“Professor, I have a question: How will AI impact design?”
In an otherwise uneventful class last winter, that question from a student caught me off guard. It seemed to come out of nowhere since it didn’t relate to our lecture that day, yet I wasn’t surprised that AI was on my student’s mind. ChatGPT was all the rage, and with DALL-E’s models gaining steam, it made total sense that aspiring designers wondered if AI would impact or even replace the roles they’d soon compete for.
Not long after this interaction, AIGA DC hosted our own panel addressing AI in design. Both events sent a clear message: AI’s impact on our collective design practice should be an ongoing conversation. So, I was thrilled to bridge my role as an adjunct lecturer of design at The George Washington University with my role as Vice President of AIGA DC’s Board during DC Design Week (DCDW).
We hosted Kevin Patton – Director of Interaction Design Graduate and Undergraduate Studies at The George Washington University, and my current co-lecturer for GWU’s Design Futures seminar – to share practical insights on the ways that AI affects designers today.
This is a shift in the AI conversation: Contrary to popular discourse, AI isn’t some futuristic entity that we’ll deal with in the future. It’s actually embedded in a wide range of design tools that we use today, from Midjourney (images) and Colormind (color palettes) to Runway ML (content generation) and VizCom (sketches to images). Another important shift that Professor Patton made was to refrain from “ethicizing” AI.

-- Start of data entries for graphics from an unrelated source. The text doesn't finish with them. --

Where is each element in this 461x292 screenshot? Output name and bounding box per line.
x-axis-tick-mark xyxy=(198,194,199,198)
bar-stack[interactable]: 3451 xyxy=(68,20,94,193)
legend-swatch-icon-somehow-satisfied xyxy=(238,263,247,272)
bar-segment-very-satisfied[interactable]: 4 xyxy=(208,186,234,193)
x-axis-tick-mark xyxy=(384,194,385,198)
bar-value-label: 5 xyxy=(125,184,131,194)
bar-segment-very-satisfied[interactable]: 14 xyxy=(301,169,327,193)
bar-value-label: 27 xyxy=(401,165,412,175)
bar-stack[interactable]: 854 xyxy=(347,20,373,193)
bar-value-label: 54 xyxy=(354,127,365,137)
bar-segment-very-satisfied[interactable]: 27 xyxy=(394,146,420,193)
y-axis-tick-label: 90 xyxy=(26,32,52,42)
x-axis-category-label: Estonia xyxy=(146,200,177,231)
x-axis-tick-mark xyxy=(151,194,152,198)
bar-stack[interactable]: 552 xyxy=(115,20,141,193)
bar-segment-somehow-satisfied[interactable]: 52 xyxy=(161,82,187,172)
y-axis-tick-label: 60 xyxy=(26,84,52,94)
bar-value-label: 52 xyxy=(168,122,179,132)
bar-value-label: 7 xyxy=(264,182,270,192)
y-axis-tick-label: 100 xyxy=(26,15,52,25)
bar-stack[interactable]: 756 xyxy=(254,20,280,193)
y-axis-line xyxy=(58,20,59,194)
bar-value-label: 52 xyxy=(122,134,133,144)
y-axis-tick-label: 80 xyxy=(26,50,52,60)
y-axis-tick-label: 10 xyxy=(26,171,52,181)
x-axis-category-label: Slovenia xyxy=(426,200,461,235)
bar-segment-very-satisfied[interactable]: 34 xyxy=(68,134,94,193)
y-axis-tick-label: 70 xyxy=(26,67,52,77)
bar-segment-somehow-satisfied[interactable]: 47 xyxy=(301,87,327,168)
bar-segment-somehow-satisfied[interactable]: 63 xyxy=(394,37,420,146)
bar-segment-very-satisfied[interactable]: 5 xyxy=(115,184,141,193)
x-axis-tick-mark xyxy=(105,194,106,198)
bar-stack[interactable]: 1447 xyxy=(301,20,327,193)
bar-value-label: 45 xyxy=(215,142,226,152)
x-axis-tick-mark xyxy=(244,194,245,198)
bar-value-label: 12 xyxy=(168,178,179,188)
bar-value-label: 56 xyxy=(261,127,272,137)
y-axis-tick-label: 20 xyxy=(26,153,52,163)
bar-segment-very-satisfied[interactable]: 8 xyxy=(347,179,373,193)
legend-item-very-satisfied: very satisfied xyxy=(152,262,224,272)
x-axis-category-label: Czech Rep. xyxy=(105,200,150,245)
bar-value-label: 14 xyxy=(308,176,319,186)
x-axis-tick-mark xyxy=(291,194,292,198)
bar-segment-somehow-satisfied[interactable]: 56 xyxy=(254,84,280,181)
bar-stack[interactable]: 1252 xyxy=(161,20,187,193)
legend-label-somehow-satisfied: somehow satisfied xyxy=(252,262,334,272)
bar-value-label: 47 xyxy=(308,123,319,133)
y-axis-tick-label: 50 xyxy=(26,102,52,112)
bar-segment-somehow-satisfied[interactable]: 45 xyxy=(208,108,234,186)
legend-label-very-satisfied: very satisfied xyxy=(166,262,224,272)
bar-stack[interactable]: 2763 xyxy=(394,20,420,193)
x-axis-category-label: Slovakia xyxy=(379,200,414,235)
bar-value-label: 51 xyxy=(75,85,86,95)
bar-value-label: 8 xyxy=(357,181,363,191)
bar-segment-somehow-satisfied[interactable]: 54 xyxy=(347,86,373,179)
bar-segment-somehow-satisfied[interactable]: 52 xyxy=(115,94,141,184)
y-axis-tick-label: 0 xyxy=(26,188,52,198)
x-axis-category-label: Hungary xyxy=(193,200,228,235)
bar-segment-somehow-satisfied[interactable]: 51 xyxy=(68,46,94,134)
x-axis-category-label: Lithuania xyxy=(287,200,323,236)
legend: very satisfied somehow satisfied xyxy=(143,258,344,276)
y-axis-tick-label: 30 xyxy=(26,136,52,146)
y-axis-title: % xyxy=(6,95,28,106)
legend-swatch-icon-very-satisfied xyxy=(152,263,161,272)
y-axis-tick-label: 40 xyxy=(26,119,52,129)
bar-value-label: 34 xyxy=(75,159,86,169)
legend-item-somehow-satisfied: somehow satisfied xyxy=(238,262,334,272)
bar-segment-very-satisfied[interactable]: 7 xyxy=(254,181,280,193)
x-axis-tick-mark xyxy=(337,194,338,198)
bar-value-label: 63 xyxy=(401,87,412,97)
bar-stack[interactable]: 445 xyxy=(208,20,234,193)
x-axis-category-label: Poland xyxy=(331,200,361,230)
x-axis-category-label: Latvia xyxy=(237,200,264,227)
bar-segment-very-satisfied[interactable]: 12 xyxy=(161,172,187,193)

When we discuss AI as inherently good or bad, we reinforce this false idea that AI can make autonomous decisions. We also shift the responsibility for AI’s outputs from its creators to the tech itself. Rather than reinforce this narrative, Professor Patton led DCDW’s audience through an overview of AI and how designers can use it to improve our work. Following this lecture, we moved from Sitar Arts Center’s main theater to their art studio.
This is where attendees got to play with prompts, entering them into image generators to see what comes up and get more comfortable using AI for design. Lively discourse about the ethics of AI in brand design, entering client prompts into text generators, and other design queries occurred in between prompt exercises.
Our audience for this part-lecture, part-activity workshop was twofold: AIGA DC’s members/ DCDW attendees and apprentices in ArtsAdvance, Sitar Arts Center’s workforce development program for aspiring designers ages 18 – 24. Apprentices attended this workshop for free, and Sitar hosted a networking reception for everyone to mingle once the workshop concluded.
I’m immensely grateful to Professor Patton at GWU and Kristina Fiedgen, Nickole Best, and Marco Negrete at Sitar Arts Center. They volunteered their time, space, talents, and guidance to make this event happen. I hope this was the first of many events with both of them and one of many more on AI in design!